Since Reagan's presidency, the federal government has neglected the country's infrastructure, targeting tax dollars instead to weapons and Wall Street bailouts.

As a result, dynasties—a source of power never foreseen by our Founders—have blossomed.

Biden's new deal would tax those dynasties in order to update our dilapidated bridges, roads, water mains, power plants, parks, schools, railways, and seaports—a diabolical plan, if there ever was one.

Pure socialism! scream brain-dead Republicans.

Maybe it is. But the fact remains, wealth never trickles down. 

Never.

Like gold, wealth has to be extracted.

And why not?

"The fact is that every bit of what President Biden proposes is in everyone’s best interest," Franken writes.

"If a bridge collapses, a Mercedes drops as fast as a Hyundai."

Monday, June 14, 2021

But is It Scalable?


There are no accidents in life.

— Jean-Paul Sartre

I'm sick of algorithm-writers trying to manipulate me.

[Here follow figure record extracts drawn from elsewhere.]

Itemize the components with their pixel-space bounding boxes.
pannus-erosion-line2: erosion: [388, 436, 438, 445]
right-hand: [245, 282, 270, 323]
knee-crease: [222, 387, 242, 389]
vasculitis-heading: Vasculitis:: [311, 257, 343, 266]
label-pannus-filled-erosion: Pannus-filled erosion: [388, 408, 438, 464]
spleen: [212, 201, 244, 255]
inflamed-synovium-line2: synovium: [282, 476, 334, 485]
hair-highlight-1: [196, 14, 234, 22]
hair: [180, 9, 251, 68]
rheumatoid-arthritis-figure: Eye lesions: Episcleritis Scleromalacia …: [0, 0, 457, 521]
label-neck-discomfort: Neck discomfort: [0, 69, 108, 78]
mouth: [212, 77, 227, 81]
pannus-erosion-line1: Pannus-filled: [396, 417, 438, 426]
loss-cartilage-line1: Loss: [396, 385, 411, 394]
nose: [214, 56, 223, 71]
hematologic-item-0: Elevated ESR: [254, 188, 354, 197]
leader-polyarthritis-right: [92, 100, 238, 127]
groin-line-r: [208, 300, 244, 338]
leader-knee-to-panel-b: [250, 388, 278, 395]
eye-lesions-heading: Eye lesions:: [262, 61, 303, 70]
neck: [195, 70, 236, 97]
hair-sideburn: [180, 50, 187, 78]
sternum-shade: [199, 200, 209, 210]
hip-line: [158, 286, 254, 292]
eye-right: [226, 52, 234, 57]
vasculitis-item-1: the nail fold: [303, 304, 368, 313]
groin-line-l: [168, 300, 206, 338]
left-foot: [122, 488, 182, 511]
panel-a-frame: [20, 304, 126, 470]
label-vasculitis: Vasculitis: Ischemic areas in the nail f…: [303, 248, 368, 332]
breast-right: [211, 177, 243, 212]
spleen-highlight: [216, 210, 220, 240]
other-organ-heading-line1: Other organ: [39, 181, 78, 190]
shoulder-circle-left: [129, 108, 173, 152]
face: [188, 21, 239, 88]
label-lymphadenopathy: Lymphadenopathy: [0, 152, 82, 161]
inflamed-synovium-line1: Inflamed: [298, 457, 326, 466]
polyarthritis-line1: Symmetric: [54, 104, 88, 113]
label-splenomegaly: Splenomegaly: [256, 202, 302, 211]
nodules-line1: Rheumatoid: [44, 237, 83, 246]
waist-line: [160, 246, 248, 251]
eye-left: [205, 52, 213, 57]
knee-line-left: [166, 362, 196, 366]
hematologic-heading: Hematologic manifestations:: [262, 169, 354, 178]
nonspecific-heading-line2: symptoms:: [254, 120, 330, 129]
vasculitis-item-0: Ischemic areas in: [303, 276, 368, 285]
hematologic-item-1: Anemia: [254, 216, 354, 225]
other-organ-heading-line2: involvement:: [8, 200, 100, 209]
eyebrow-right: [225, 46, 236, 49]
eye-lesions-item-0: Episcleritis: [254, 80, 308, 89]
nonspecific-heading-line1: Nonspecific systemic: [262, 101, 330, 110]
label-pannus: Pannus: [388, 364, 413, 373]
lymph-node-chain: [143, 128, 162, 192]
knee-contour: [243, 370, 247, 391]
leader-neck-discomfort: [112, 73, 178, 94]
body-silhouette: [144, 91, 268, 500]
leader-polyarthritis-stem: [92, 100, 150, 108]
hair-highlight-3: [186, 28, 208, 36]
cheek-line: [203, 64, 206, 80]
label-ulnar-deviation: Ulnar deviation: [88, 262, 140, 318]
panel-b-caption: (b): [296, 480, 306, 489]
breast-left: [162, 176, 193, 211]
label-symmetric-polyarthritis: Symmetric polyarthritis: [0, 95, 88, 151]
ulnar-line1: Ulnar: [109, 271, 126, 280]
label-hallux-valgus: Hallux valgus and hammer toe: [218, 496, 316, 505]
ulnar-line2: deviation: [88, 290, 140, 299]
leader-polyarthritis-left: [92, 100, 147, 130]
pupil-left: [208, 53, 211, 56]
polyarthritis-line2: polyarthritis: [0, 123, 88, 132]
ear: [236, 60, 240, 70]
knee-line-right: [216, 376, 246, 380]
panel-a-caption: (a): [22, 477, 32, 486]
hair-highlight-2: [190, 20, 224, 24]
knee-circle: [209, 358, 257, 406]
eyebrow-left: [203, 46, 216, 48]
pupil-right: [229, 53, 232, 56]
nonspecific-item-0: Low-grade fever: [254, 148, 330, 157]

They suggest who I should follow (like Tomi Lahren, someone I loathe); what I should say (they autocorrect "You're my honey" to "You're my hiney"); when I should shop ("It's time to add more data"); and where I should go ("Belize 
awaits you!" So does Hell.).

It seems no matter where I turn, an anonymous algorithm-writer—likely to be wrong about my wants—has his grubby finger on the scale.

Even book-writers—some, anyway—are trying to manipulate me, by "click-farming" their way onto Amazon's best-seller lists.

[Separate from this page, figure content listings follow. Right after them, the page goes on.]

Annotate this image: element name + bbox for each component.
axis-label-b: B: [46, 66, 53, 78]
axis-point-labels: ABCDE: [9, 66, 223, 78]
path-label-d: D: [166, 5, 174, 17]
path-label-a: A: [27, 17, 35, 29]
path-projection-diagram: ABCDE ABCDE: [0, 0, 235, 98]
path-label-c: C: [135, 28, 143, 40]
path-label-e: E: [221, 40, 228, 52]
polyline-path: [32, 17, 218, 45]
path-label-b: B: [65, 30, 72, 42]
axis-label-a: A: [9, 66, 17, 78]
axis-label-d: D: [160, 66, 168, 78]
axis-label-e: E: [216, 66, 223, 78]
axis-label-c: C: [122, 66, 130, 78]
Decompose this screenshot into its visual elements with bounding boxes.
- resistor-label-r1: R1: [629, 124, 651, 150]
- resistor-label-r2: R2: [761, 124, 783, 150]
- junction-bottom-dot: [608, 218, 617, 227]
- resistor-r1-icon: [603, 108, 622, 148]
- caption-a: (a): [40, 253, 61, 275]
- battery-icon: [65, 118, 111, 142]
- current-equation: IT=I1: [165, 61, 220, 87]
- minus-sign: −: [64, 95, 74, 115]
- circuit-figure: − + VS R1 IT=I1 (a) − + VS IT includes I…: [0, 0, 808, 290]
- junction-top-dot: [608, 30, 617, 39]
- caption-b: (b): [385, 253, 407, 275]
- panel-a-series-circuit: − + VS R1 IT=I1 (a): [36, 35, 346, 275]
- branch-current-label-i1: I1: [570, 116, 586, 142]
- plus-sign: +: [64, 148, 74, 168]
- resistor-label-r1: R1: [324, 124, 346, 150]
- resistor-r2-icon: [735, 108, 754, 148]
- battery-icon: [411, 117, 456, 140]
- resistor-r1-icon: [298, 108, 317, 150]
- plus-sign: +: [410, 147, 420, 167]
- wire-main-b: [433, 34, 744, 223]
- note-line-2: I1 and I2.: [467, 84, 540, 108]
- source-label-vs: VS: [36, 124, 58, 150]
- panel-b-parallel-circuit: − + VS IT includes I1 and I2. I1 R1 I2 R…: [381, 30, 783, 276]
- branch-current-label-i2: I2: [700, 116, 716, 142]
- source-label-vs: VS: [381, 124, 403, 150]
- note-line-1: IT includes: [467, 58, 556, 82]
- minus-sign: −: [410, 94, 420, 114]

Book-writers hire Chinese click-farms to fake Kindle downloads of their books, which Amazon counts as "sales."

A couple thousand Kindle downloads, which today would cost about $400, can put a book—even one with no previous real sales—on the top of Amazon's Top 10 charts.

The fake Kindle downloads also feed Amazon's "Books you may like," suggested purchases served by—what else?—algorithms.

Whatever became of scrupulous writers? Writers who trusted to the originality and incisiveness of their books to boost sales?

Writers of books like Being and Nothingness.

Written by philosopher Jean-Paul Sartre, 722-page book examines the experiences of individuals from the standpoint of radical subjectivity.

Weighing precisely one kilo when published in Paris in 1943, Being and Nothingness sprang to the top of the best-seller list, to the author's surprise.

Who were all these Parisians in the midst of the Occupation so eager to read a philosophical investigation of human existence?

They were grocers, it turned out. 

Grocers were using the book on their scales to replace the one-kilo lead weights that had been confiscated by the Nazis, to be melted down for bullets.